What the author fails to mention are: 1. The State芒聙聶s response was centered around hospital/ICU capacity. 2. After lockdown #1, we had done more than flatten the curve - we had almost stamped it out until they loosened restrictions and the people went crazy with large beach parties, no social distancing, so many exemptions for travelers, etc.

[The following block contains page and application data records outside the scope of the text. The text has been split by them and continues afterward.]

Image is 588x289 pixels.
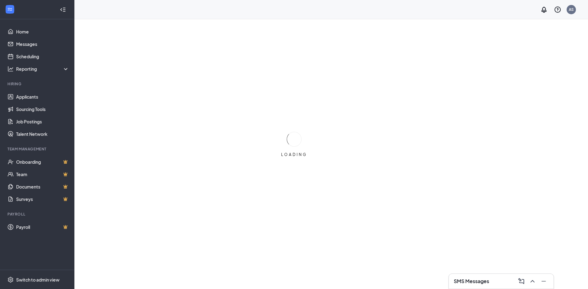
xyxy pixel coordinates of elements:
[516,276,526,286] button: ComposeMessage
[16,276,59,282] div: Switch to admin view
[568,7,573,12] div: AS
[16,50,69,63] a: Scheduling
[16,193,69,205] a: SurveysCrown
[16,128,69,140] a: Talent Network
[16,115,69,128] a: Job Postings
[7,66,14,72] svg: Analysis
[16,66,69,72] div: Reporting
[528,277,536,285] svg: ChevronUp
[540,6,547,13] svg: Notifications
[7,6,13,12] svg: WorkstreamLogo
[16,221,69,233] a: PayrollCrown
[540,277,547,285] svg: Minimize
[16,90,69,103] a: Applicants
[527,276,537,286] button: ChevronUp
[16,180,69,193] a: DocumentsCrown
[517,277,525,285] svg: ComposeMessage
[60,7,66,13] svg: Collapse
[7,211,68,217] div: Payroll
[16,25,69,38] a: Home
[7,146,68,151] div: Team Management
[16,155,69,168] a: OnboardingCrown
[278,152,309,157] div: LOADING
[16,168,69,180] a: TeamCrown
[16,38,69,50] a: Messages
[554,6,561,13] svg: QuestionInfo
[7,276,14,282] svg: Settings
[453,278,489,284] h3: SMS Messages
[16,103,69,115] a: Sourcing Tools
[538,276,548,286] button: Minimize
[7,81,68,86] div: Hiring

It芒聙聶s so easy to criticize and say "it芒聙聶s not so hard" after watching from afar, isn芒聙聶t it?

kbaybaby · 4 years ago

Right on braddah!聽 Timely, accurate and relevant.聽 The latest data shows that globally, those aged 1-70 yrs survive infection and sickness at a rate of 99.9%.聽 That's the WHO talking not me.聽 Those over age 70 fare a little worse, but usually it is due to comorbidities and not direct infection; and still survive at above a 93% rate.Why, for the life of me, are more of our akamai residents and citizens not as incensed as you and I are at the state of things w/ the state?聽 Apathy?聽 I dunno."We in the World Health Organization do not advocate lockdowns as the primary means of control of this virus," WHO envoy Dr. David Nabarro said. "The only time we believe a lockdown is justified is to buy you time to reorganize, regroup, rebalance your resources, protect your health workers who are exhausted, but by and large, we芒聙聶d rather not do it." source:聽 Headline USA, 12 Oct 2020, "Top WHO Official: Stop 芒聙聵Using Lockdowns芒聙聶 to Control COVID'聽 Lockdowns have just one consequence...making poor people an awful lot poorer...'"Mr mayor, Mr governor...the "emergent" part of emergency has long been over.

Ranger_MC · 4 years ago

Pretty damned good for "a local retiree with no special credentials" ! Yep, colossal failure. Simply mind-boggling. Almost anyone I know could have done better because they are practical and not ruled by giant egos.